The effects rarely stay contained to one relationship. Someone experiencing gaslighting at home may find that self-doubt follows them into their workplace, their friendships, and their academic performance. Decision-making becomes effortful. Asserting one's own needs feels unsafe. The internal commentary, “maybe I'm wrong, maybe I'm overreacting”, becomes a background track across all areas of functioning.

For young people navigating gaslighting during formative years, the impact on identity development can be significant. The work of separating "what I actually think and feel" from "what I was told I think and feel" becomes part of recovery.

How to Tell If You Are Being Gaslighted

Some questions worth sitting with honestly:

  • Do you regularly leave conversations with this person feeling confused about what actually happened?
  • Do you find yourself apologising frequently, without being entirely sure what for?
  • Has your confidence in your own memory noticeably declined since being in this relationship or environment?
  • Do you feel reluctant to raise concerns because you expect them to be turned back on you?
  • Do other people in your life see the situation differently from how it is being presented to you by the person in question?

These questions are not diagnostic. But they can help create enough distance from the situation to see it more clearly.

How to Respond to Gaslighting

Responding to gaslighting is genuinely difficult. A few approaches that are clinically useful:

  • Keep a record. Writing down events, conversations, and how you felt at the time creates an external reference point that the gaslighting cannot reach.
  • Seek an external perspective. Trusted friends, family members, or a therapist can provide a reality check.
  • Name it without escalating. In some situations, calmly noting the discrepancy, "I remember it differently", is possible. 
  • Set limits on engagement. You can step back from conversations where your point of view isn’t being considered. You are not obliged to argue your perception into existence with someone who is committed to denying it.
  • People who gaslight often rely on pulling you into an emotional loop - confusion, defensiveness, self-doubt. The stronger the reaction, the more the dynamic sustains itself. Gently reducing emotional engagement, pausing before responding, keeping your tone neutral, or choosing not to explain yourself repeatedly can help disrupt that cycle and protect your sense of reality.
  • If a situation begins to escalate, your safety, emotional and physical, takes priority over being understood or “winning” the interaction. Confrontation or disagreement can sometimes evoke disproportionate reactions in others. Noticing early signs of escalation and choosing to step away, de-escalate, or seek support is not avoidance; it’s a form of self-protection.
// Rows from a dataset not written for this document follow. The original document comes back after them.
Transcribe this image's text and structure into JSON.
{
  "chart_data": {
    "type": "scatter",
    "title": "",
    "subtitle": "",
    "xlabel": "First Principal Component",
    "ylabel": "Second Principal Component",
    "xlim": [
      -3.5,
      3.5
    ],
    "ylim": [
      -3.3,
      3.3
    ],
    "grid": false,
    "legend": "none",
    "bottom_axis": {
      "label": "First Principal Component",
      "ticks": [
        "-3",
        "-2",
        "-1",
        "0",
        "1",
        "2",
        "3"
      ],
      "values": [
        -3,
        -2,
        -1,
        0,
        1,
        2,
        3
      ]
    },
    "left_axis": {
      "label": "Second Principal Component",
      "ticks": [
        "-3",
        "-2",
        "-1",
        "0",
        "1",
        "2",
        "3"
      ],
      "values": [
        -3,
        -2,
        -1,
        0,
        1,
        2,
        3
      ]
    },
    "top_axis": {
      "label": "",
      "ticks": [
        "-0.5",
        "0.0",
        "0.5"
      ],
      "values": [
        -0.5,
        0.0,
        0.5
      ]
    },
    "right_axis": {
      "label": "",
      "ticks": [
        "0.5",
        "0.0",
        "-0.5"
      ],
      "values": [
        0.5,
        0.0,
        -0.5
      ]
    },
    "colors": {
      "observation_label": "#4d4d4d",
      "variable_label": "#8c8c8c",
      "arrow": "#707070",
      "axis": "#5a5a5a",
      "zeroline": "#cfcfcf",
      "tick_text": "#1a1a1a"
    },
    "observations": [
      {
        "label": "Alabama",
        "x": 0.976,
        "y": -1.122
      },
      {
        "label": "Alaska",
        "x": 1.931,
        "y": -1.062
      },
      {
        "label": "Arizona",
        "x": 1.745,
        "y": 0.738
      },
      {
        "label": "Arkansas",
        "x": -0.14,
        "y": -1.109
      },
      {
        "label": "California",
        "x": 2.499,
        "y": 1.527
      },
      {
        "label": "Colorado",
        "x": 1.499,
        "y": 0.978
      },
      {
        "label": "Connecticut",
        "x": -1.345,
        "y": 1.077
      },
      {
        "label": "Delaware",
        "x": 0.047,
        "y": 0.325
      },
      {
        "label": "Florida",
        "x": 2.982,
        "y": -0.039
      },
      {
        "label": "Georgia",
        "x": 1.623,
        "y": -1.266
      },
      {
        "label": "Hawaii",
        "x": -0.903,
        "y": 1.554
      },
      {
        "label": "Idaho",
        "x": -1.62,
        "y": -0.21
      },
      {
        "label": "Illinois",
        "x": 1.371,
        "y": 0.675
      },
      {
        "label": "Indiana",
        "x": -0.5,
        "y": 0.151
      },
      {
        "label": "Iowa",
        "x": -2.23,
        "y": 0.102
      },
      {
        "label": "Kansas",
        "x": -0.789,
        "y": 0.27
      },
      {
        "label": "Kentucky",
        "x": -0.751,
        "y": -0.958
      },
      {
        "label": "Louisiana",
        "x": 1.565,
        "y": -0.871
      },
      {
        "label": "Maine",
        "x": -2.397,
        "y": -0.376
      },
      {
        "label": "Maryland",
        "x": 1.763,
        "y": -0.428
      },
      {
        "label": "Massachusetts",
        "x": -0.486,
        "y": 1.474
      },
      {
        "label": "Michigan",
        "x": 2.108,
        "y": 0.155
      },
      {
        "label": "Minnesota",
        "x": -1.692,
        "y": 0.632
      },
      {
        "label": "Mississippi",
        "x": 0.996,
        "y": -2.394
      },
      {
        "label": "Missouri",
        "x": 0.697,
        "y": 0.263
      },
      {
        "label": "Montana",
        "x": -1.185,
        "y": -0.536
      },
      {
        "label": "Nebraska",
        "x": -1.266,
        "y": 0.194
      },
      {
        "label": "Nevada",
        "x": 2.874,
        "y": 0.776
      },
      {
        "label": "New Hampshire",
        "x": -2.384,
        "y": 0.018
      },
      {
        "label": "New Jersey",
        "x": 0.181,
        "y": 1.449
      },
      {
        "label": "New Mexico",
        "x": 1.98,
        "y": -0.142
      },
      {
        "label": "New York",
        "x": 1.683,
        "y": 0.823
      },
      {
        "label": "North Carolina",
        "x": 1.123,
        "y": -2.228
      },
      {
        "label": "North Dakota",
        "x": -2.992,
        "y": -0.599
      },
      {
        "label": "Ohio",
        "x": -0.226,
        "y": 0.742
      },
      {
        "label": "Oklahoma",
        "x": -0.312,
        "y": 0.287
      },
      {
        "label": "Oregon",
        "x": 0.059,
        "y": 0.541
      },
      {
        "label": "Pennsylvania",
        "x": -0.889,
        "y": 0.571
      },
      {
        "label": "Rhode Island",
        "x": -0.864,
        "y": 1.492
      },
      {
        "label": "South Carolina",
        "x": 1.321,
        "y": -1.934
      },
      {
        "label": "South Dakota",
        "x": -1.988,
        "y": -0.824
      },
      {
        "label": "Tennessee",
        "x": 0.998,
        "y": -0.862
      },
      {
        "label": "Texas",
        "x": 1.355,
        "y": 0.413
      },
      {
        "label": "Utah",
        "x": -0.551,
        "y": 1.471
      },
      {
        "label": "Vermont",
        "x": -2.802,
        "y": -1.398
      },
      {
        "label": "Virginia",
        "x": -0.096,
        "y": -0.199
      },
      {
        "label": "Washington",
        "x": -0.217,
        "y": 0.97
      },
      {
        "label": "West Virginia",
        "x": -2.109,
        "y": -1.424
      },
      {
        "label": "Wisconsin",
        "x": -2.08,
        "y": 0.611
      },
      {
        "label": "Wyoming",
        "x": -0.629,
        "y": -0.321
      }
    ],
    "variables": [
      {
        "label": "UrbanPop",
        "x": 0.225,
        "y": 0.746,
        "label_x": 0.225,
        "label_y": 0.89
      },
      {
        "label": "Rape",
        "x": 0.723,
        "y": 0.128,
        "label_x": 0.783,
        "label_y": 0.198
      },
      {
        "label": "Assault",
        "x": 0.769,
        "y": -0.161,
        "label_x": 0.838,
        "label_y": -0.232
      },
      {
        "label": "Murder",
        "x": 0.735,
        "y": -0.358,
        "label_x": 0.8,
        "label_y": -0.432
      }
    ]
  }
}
Therapy and Recovery from Gaslighting

Recovery from sustained gaslighting is a real process, and it takes time. The most consistent need in therapy is the gradual rebuilding of self-trust, learning to take one's own perceptions seriously again, without the distortions introduced by the gaslighting relationship.

Therapeutic modalities that tend to be helpful include trauma-informed approaches, cognitive-behavioural therapy for the distorted self-beliefs that gaslighting installs, and, where relevant, processing the grief that comes with recognising that a relationship involved deliberate or habitual manipulation.

At Amaha, this work happens with trained therapists and psychiatrists who understand the clinical complexity of recovering from manipulative relationship patterns, and who understand the specific contexts in which these dynamics play out in Indian lives. Progress is gradual, measurable, and paced according to what the individual can manage.

Stopping Gaslighting Behaviour

For people who recognise gaslighting patterns in their own behaviour, change is possible with genuine effort and appropriate support. Therapy can help identify the triggers for defensive denial, build tolerance for accountability, and develop communication patterns that do not require the other person to doubt their own reality for the relationship to function.

If you are navigating a relationship or situation that leaves you persistently doubting your own perception, speaking with a trained mental health professional is a reasonable and useful step. Amaha's clinical team includes therapists and psychiatrists experienced in supporting people through exactly these kinds of concerns.